"I suppose you haven't ever heard his name along with hers?"

"'Hers'? D'you mean Dinah's? No, by God—nor any other man's! If I did——Out with it. What are you saying, Jane?"

To hear him swear made Jerry wonder, for John had never sworn in the past. The woodman, regarding him very anxiously, now perceived how his face and the tone of his voice had altered. That such phenomena were visible to Jerry's intelligence argued their magnitude.

"She went for a long walk with him a few weeks back," said Jane. "She made no secret about it. He took her to see a stone out Hey Tor way."

"Did he? And why didn't you tell me?"

"I was going to; but I waited to see if there was more to tell. There is no more than that—not yet."

Johnny fell silent. His mind moved quickly. Love had already begun to suffer a change, half chemical, half psychological, that would presently poison it. Such passion as he had endured for Dinah would not fade and suffer extinction in Johnny's order of mind. He came to the ordeal untried and untested. He had till now been a thief of virtue, in the sense that he was good and orderly, peace-loving and obedient by native bent and instinct. He fitted into the order of things as they were and approved them. Nothing had ever happened to make him unrestful, to incite class prejudice, or to foment discontent with his station. He had looked without sympathy on the struggle for better industrial conditions; he had despised doubt in the matter of religion. He was born good: his mother had said the Old Adam must surely be left out of him. But now came the shock, and pride prevented John from admitting his failure to anybody else; pride, indeed, had assured him that such a man as he must have his own way in the end.

He debated the past, and his self-respect tottered before his thoughts, as a stout boulder shakes upon its foundations at the impact of a flood. He stared at Jane and Jerry unseeing, and they marked the blood leap up into his face and his eyes grow bright. This idea was new to him. What Jane said acted perilously, for it excused to himself his gathering temper under defeat and justified his wrath in his own sight.

"Be careful," he said. "D'you know all it means you'm saying, Jane?"

"For God's sake, unsay it, Jenny," urged her sweetheart. "You can't know—nobody can know."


What to do - Which lines of the records hold the string "Interior"? Report only how many of them there are.

Dataset rows for apps and sites:

━━━━━━━━

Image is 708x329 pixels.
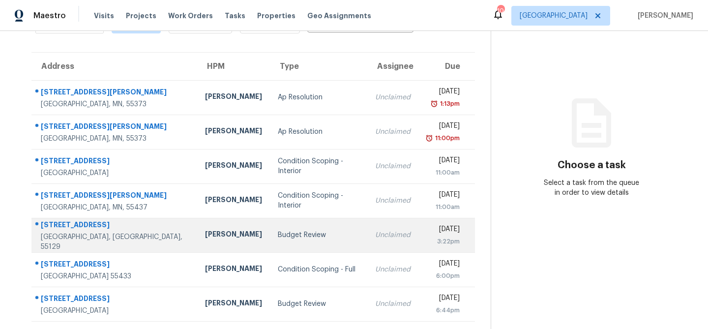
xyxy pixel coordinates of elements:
th: Address [31,53,197,80]
span: [PERSON_NAME] [634,11,694,21]
div: Unclaimed [375,299,411,309]
div: Condition Scoping - Full [278,265,360,275]
div: 11:00pm [433,133,460,143]
div: [STREET_ADDRESS] [41,294,189,306]
span: Projects [126,11,156,21]
div: [PERSON_NAME] [205,160,262,173]
div: 11:00am [427,202,459,212]
span: Geo Assignments [307,11,371,21]
th: HPM [197,53,270,80]
div: [STREET_ADDRESS] [41,259,189,272]
span: Maestro [33,11,66,21]
div: Select a task from the queue in order to view details [542,178,643,198]
div: [PERSON_NAME] [205,229,262,242]
div: [GEOGRAPHIC_DATA] [41,168,189,178]
span: Work Orders [168,11,213,21]
span: Visits [94,11,114,21]
th: Assignee [367,53,419,80]
div: Ap Resolution [278,92,360,102]
div: [GEOGRAPHIC_DATA], [GEOGRAPHIC_DATA], 55129 [41,232,189,252]
div: [GEOGRAPHIC_DATA], MN, 55373 [41,99,189,109]
div: [GEOGRAPHIC_DATA] 55433 [41,272,189,281]
div: [PERSON_NAME] [205,195,262,207]
div: [PERSON_NAME] [205,126,262,138]
div: [GEOGRAPHIC_DATA] [41,306,189,316]
div: 6:00pm [427,271,459,281]
div: [STREET_ADDRESS][PERSON_NAME] [41,87,189,99]
div: [STREET_ADDRESS][PERSON_NAME] [41,122,189,134]
div: [PERSON_NAME] [205,264,262,276]
div: [DATE] [427,87,459,99]
h3: Choose a task [558,160,626,170]
div: [DATE] [427,293,459,306]
span: Properties [257,11,296,21]
div: 1:13pm [438,99,460,109]
div: [STREET_ADDRESS] [41,220,189,232]
div: Condition Scoping - Interior [278,156,360,176]
div: 6:44pm [427,306,459,315]
img: Overdue Alarm Icon [426,133,433,143]
img: Overdue Alarm Icon [430,99,438,109]
div: 11:00am [427,168,459,178]
div: [GEOGRAPHIC_DATA], MN, 55437 [41,203,189,213]
div: [GEOGRAPHIC_DATA], MN, 55373 [41,134,189,144]
div: Ap Resolution [278,127,360,137]
div: [DATE] [427,190,459,202]
span: [GEOGRAPHIC_DATA] [520,11,588,21]
div: [DATE] [427,224,459,237]
div: Budget Review [278,230,360,240]
div: Unclaimed [375,196,411,206]
div: 3:22pm [427,237,459,246]
th: Type [270,53,368,80]
div: Unclaimed [375,161,411,171]
div: [STREET_ADDRESS] [41,156,189,168]
div: Condition Scoping - Interior [278,191,360,211]
th: Due [419,53,475,80]
div: 10 [497,6,504,16]
div: Unclaimed [375,230,411,240]
div: [PERSON_NAME] [205,92,262,104]
div: [PERSON_NAME] [205,298,262,310]
span: Tasks [225,12,245,19]
div: Budget Review [278,299,360,309]
div: [DATE] [427,121,459,133]
div: [DATE] [427,155,459,168]
div: [STREET_ADDRESS][PERSON_NAME] [41,190,189,203]
div: Unclaimed [375,92,411,102]
div: Unclaimed [375,127,411,137]
div: [DATE] [427,259,459,271]
div: Unclaimed [375,265,411,275]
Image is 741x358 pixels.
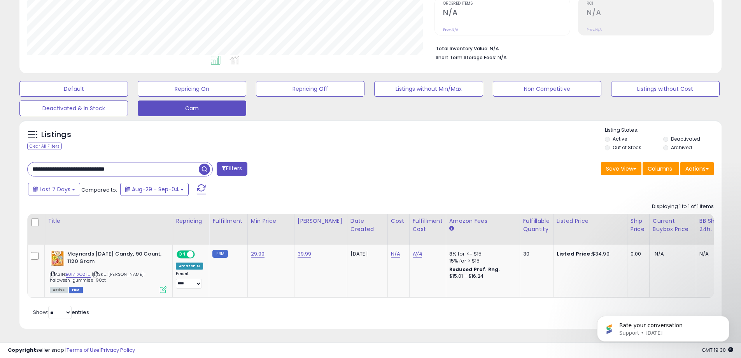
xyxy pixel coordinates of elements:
[176,271,203,288] div: Preset:
[194,251,206,258] span: OFF
[251,250,265,258] a: 29.99
[587,27,602,32] small: Prev: N/A
[176,262,203,269] div: Amazon AI
[648,165,672,172] span: Columns
[680,162,714,175] button: Actions
[613,135,627,142] label: Active
[700,217,728,233] div: BB Share 24h.
[66,271,91,277] a: B017TXO2TU
[587,2,714,6] span: ROI
[671,135,700,142] label: Deactivated
[449,217,517,225] div: Amazon Fees
[601,162,642,175] button: Save View
[67,250,162,267] b: Maynards [DATE] Candy, 90 Count, 1120 Gram
[498,54,507,61] span: N/A
[449,257,514,264] div: 15% for > $15
[671,144,692,151] label: Archived
[449,225,454,232] small: Amazon Fees.
[19,100,128,116] button: Deactivated & In Stock
[351,250,382,257] div: [DATE]
[256,81,365,96] button: Repricing Off
[700,250,725,257] div: N/A
[50,286,68,293] span: All listings currently available for purchase on Amazon
[523,217,550,233] div: Fulfillable Quantity
[33,308,89,316] span: Show: entries
[443,8,570,19] h2: N/A
[449,273,514,279] div: $15.01 - $16.24
[413,217,443,233] div: Fulfillment Cost
[41,129,71,140] h5: Listings
[212,249,228,258] small: FBM
[493,81,602,96] button: Non Competitive
[643,162,679,175] button: Columns
[120,182,189,196] button: Aug-29 - Sep-04
[587,8,714,19] h2: N/A
[413,250,422,258] a: N/A
[298,217,344,225] div: [PERSON_NAME]
[48,217,169,225] div: Title
[557,250,592,257] b: Listed Price:
[251,217,291,225] div: Min Price
[138,81,246,96] button: Repricing On
[40,185,70,193] span: Last 7 Days
[436,43,708,53] li: N/A
[217,162,247,175] button: Filters
[443,2,570,6] span: Ordered Items
[436,54,496,61] b: Short Term Storage Fees:
[557,217,624,225] div: Listed Price
[351,217,384,233] div: Date Created
[523,250,547,257] div: 30
[28,182,80,196] button: Last 7 Days
[81,186,117,193] span: Compared to:
[557,250,621,257] div: $34.99
[50,250,167,292] div: ASIN:
[652,203,714,210] div: Displaying 1 to 1 of 1 items
[449,266,500,272] b: Reduced Prof. Rng.
[605,126,722,134] p: Listing States:
[67,346,100,353] a: Terms of Use
[653,217,693,233] div: Current Buybox Price
[101,346,135,353] a: Privacy Policy
[50,271,146,282] span: | SKU: [PERSON_NAME]-haloween-gummies-90ct
[8,346,36,353] strong: Copyright
[449,250,514,257] div: 8% for <= $15
[586,299,741,354] iframe: Intercom notifications message
[138,100,246,116] button: Cam
[613,144,641,151] label: Out of Stock
[391,250,400,258] a: N/A
[212,217,244,225] div: Fulfillment
[27,142,62,150] div: Clear All Filters
[19,81,128,96] button: Default
[177,251,187,258] span: ON
[50,250,65,266] img: 51HY5eL9S0L._SL40_.jpg
[132,185,179,193] span: Aug-29 - Sep-04
[8,346,135,354] div: seller snap | |
[631,217,646,233] div: Ship Price
[631,250,644,257] div: 0.00
[69,286,83,293] span: FBM
[298,250,312,258] a: 39.99
[436,45,489,52] b: Total Inventory Value:
[391,217,406,225] div: Cost
[374,81,483,96] button: Listings without Min/Max
[443,27,458,32] small: Prev: N/A
[655,250,664,257] span: N/A
[176,217,206,225] div: Repricing
[611,81,720,96] button: Listings without Cost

━━━━━━━━

Solution for this problem - 2